Authorities Thursday released dispatch audiotapes and video footage of a Rancho Penasquitos-area police shooting that left a gun- wielding domestic violence suspect hospitalized with a non-fatal bullet wound.
The events that led to the law enforcement gunfire began shortly before 7:30 p.m. Oct. 14, when a woman called 911 to report that her husband, whom she identified as 61-year-old Richard Young of San Diego, was drunk and harassing her at their home in the 8500 block of Celtic Court, according to police.
“I simply want (him) to leave the room that I’m in,” she is heard telling a dispatcher on a recording of the call.

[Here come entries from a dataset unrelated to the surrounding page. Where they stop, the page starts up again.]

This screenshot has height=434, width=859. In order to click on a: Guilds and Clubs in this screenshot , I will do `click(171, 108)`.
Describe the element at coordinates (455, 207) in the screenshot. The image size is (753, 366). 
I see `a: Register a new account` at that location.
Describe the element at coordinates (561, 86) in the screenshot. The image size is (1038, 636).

Young then can be heard making defiant remarks in the background of the call, including more refusals to leave the room, before threatening to force police to shoot him by pulling an unloaded gun on them.

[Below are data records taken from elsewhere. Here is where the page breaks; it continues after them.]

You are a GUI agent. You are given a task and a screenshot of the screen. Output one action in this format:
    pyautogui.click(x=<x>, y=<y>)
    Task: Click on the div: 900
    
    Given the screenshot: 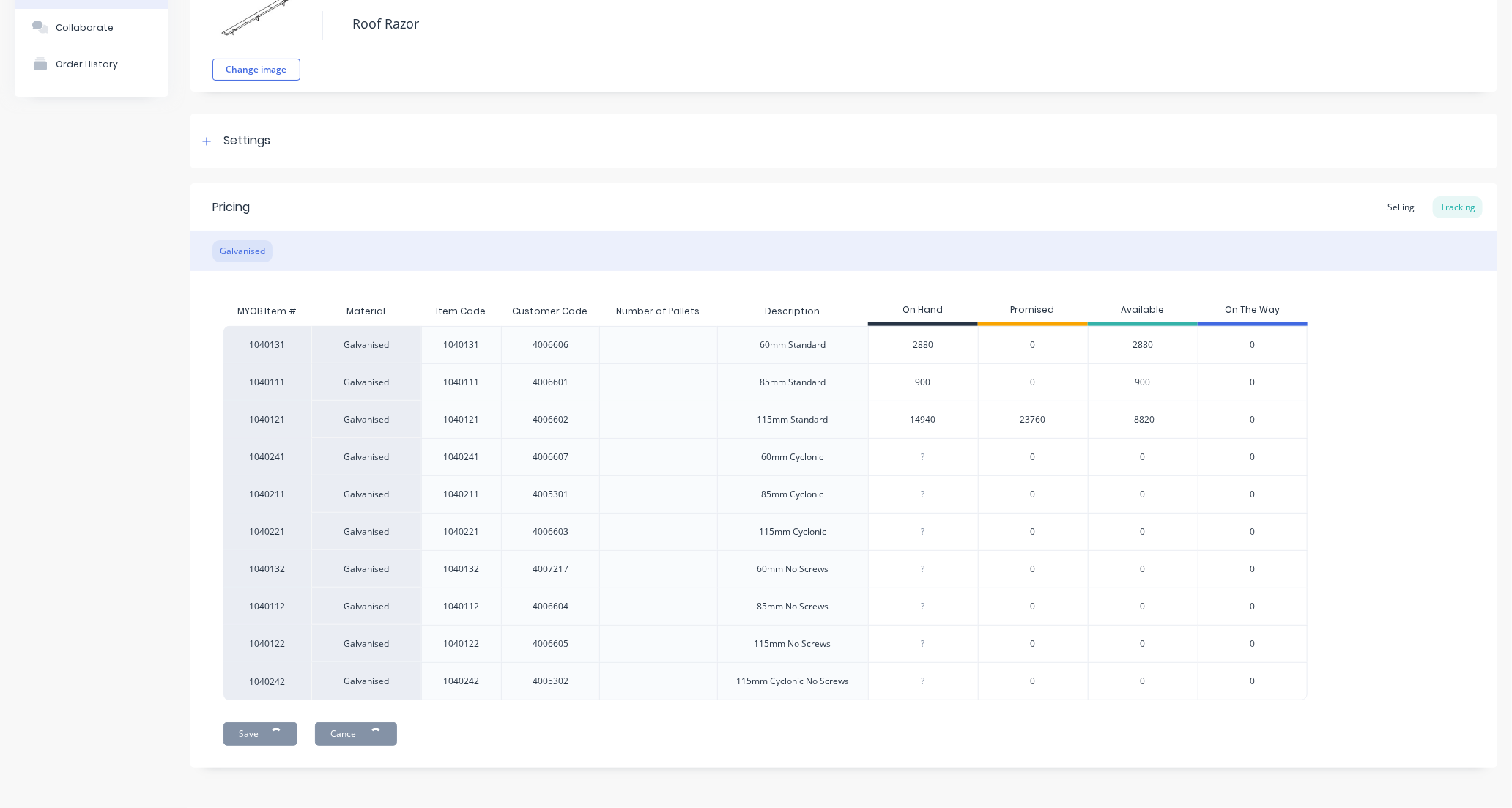 What is the action you would take?
    pyautogui.click(x=923, y=382)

Young’s wife, in response to a question from the dispatcher, confirmed that her husband owned a gun, though she said it was “in storage” and insisted that he was “not going to do anything.”
After patrol personnel arrived at the couple’s home near Black Mountain Open Space Park, took up positions around it and began making a plan to address the volatile situation, the 911 operator heard what sounded like a struggle over the woman’s still-open phone line, SDPD Lt. Matt Dobbs said.
A short time later, officers saw that Young and his wife had come out of their house and were sitting on their front porch. The personnel then moved in, and as one officer pulled Young’s wife away from him, several others grabbed him and dragged him out of his chair.
At that point, in images shot by an officer’s body-worn camera, Young can be seen pulling a pistol tucked into the back of his waistband. Seeing the weapon, another officer fires a single round at the suspect’s midsection, sending Young collapsing to the ground.
Young was admitted to a trauma center for treatment of a non-life- threatening gunshot wound to the abdomen. He remained hospitalized this afternoon, Dobbs said.
The SDPD Homicide Unit and the department’s internal-affairs division are investigating the case, as is standard protocol in instances of officer- involved shootings. The District Attorney’s Office ultimately will determine if the officer who fired on Young acted within the bounds of the law in his use of potentially lethal force.